Thursday, September 29, 2011

A Simple Guide to Using Poetry as a Guide for Your Prose

[Sorry for not updating today. I had plans but I had trouble with sleep]
If there is an official terminology for what I describe here, I do not know it. When in the midst of inspired writing, I let everything go. I write to the spine of the story most often whether it is main plot (or storyline), or subplot (etc), unless the inspiration comes during editing (which I treasure beyond gold) and centers around a specific scene.
When my inspiration comes in the wholesale form I am aware I have a lot of editing to do to compress my prose. I tend to write in a wide open style using way too many words to describe a simple thing or action. It looks good on my word count, but I know I will be reducing the inspired work to one-third or less.
When I go back to my work for editing my mind goes into free verse mode.
John Holcombe describes free verse this way: "When free verse lacks rhythmic patterning, appearing as a lineated prose stripped of unnecessary ornament and rhetoric, it becomes the staple of much contemporary work. The focus is on what the words are being used to say, and their authenticity. The language is not heightened, and the poem differs from prose only by being more self-aware, innovative and/or cogent in its exposition. "
I have to avoid the poetic self-awareness, but otherwise I am trying to reduce, compress if you will, my meanderings into a compacted version with single words that could convey the meaning of several sentences. If you have read any of my first drafts (of which I have posted a few) you have witnessed my wordiness. I am not so worried in didactic writing, such as this post, as simplicity and repetitiveness enhances the learning experience.
There is no need to discuss my inspiration during the editing phase as authenticity and innovation explode from my, otherwise clumsy, fingers.
Compression does horrible things to my word count, but by the time I am editing word count no longer has meaning. In fact, during the first draft I use it simply as the only sensible metric available to envision progress. As Holcombe says "The language is not heightened..." In that I take it to mean that one doesn't reach out for esoteric phrases that require a dictionary and thesaurus to read.
To me, story telling is all about drawing in the reader so that they can vicariously feel the emotions of the characters and empathize with thier predicaments. To be pulled in so deep that their world, filled with their own troubles, disappears for a while and they are carried along by the river of your story.  [And , yes, I start sentences with prepositions way too often :-) But awareness of your flaws is the first step to overcoming them.]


Work to complete: A faithful copy of the whole listing is required, with nothing left out.

------ Task data

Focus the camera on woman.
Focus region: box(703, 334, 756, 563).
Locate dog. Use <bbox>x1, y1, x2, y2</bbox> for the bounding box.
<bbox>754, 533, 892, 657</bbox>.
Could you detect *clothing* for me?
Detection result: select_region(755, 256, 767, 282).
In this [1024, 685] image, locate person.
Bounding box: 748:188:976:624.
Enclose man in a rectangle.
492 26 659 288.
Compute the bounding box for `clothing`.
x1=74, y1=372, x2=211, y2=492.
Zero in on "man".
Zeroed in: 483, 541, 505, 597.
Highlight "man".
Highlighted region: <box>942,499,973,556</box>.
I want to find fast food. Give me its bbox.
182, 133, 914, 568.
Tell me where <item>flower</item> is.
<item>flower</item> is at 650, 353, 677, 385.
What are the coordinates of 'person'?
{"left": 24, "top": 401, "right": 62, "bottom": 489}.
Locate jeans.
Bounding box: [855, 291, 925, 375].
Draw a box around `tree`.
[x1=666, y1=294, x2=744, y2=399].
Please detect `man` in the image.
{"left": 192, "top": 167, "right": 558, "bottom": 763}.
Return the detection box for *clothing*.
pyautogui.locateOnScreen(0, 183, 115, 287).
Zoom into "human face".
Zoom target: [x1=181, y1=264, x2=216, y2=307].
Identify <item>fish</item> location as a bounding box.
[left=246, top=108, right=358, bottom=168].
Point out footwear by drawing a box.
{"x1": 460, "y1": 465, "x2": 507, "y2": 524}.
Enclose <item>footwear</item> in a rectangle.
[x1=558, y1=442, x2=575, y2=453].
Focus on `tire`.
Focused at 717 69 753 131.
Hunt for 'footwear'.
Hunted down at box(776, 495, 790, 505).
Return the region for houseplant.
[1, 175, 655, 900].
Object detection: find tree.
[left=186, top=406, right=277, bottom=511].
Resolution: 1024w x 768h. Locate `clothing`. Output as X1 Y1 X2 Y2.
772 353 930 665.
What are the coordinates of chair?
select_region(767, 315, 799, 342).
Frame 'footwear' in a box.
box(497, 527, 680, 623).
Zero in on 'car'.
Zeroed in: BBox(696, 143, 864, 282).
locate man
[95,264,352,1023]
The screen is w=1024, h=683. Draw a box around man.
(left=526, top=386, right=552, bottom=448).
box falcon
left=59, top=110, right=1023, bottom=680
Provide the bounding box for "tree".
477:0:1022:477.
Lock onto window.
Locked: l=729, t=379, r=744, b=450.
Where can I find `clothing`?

------------

Your solution:
Focus the camera on woman.
Focus region: box(703, 334, 756, 563).
Locate dog. Use <bbox>x1, y1, x2, y2</bbox> for the bounding box.
<bbox>754, 533, 892, 657</bbox>.
Could you detect *clothing* for me?
Detection result: select_region(755, 256, 767, 282).
In this [1024, 685] image, locate person.
Bounding box: 748:188:976:624.
Enclose man in a rectangle.
492 26 659 288.
Compute the bounding box for `clothing`.
x1=74, y1=372, x2=211, y2=492.
Zero in on "man".
Zeroed in: 483, 541, 505, 597.
Highlight "man".
Highlighted region: <box>942,499,973,556</box>.
I want to find fast food. Give me its bbox.
182, 133, 914, 568.
Tell me where <item>flower</item> is.
<item>flower</item> is at 650, 353, 677, 385.
What are the coordinates of 'person'?
{"left": 24, "top": 401, "right": 62, "bottom": 489}.
Locate jeans.
Bounding box: [855, 291, 925, 375].
Draw a box around `tree`.
[x1=666, y1=294, x2=744, y2=399].
Please detect `man` in the image.
{"left": 192, "top": 167, "right": 558, "bottom": 763}.
Return the detection box for *clothing*.
pyautogui.locateOnScreen(0, 183, 115, 287).
Zoom into "human face".
Zoom target: [x1=181, y1=264, x2=216, y2=307].
Identify <item>fish</item> location as a bounding box.
[left=246, top=108, right=358, bottom=168].
Point out footwear by drawing a box.
{"x1": 460, "y1": 465, "x2": 507, "y2": 524}.
Enclose <item>footwear</item> in a rectangle.
[x1=558, y1=442, x2=575, y2=453].
Focus on `tire`.
Focused at 717 69 753 131.
Hunt for 'footwear'.
Hunted down at box(776, 495, 790, 505).
Return the region for houseplant.
[1, 175, 655, 900].
Object detection: find tree.
[left=186, top=406, right=277, bottom=511].
Resolution: 1024w x 768h. Locate `clothing`. Output as X1 Y1 X2 Y2.
772 353 930 665.
What are the coordinates of chair?
select_region(767, 315, 799, 342).
Frame 'footwear' in a box.
box(497, 527, 680, 623).
Zero in on 'car'.
Zeroed in: BBox(696, 143, 864, 282).
locate man
[95,264,352,1023]
The screen is w=1024, h=683. Draw a box around man.
(left=526, top=386, right=552, bottom=448).
box falcon
left=59, top=110, right=1023, bottom=680
Provide the bounding box for "tree".
477:0:1022:477.
Lock onto window.
Locked: l=729, t=379, r=744, b=450.
Where can I find `clothing`?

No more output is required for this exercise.